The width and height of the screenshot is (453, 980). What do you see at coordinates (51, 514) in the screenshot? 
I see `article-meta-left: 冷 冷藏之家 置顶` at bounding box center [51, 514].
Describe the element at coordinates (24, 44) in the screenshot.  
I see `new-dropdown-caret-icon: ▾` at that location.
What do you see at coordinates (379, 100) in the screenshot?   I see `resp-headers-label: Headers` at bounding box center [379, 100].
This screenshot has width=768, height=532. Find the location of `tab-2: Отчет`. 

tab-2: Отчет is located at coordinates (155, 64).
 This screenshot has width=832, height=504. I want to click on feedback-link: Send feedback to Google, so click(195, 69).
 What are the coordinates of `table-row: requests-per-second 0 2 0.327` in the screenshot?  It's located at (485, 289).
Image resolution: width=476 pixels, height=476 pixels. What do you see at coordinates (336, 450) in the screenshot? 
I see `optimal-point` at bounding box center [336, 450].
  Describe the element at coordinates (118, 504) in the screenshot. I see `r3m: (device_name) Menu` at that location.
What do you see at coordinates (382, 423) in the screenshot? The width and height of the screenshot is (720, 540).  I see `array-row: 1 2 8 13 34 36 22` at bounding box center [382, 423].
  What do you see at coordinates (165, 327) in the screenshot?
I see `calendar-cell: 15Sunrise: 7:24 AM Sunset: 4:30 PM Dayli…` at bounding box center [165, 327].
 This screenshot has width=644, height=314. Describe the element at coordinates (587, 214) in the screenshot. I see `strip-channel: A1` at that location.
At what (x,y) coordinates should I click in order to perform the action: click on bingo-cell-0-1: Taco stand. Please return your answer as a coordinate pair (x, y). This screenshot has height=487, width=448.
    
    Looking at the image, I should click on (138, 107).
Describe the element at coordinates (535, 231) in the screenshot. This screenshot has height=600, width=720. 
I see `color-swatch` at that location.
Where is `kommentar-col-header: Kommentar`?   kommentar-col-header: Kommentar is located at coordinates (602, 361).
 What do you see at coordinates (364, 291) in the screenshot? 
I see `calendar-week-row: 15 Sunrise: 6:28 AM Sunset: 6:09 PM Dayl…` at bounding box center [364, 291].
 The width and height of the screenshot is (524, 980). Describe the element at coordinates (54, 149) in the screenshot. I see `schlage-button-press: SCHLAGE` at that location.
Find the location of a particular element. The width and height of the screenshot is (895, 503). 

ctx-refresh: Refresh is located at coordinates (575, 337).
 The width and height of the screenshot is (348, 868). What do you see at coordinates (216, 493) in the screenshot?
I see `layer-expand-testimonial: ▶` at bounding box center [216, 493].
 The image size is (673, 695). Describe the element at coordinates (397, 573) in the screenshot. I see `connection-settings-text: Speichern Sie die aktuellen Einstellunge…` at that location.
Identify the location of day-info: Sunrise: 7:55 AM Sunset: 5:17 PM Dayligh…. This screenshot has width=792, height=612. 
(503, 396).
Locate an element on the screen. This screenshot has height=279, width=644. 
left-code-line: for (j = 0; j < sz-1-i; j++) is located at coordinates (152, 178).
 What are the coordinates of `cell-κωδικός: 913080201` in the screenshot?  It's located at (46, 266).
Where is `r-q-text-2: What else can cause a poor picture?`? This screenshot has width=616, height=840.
* * * *
Go through the entries above and count the lines holding the word "Where"; write nothing but the number.

→ Finished task: 2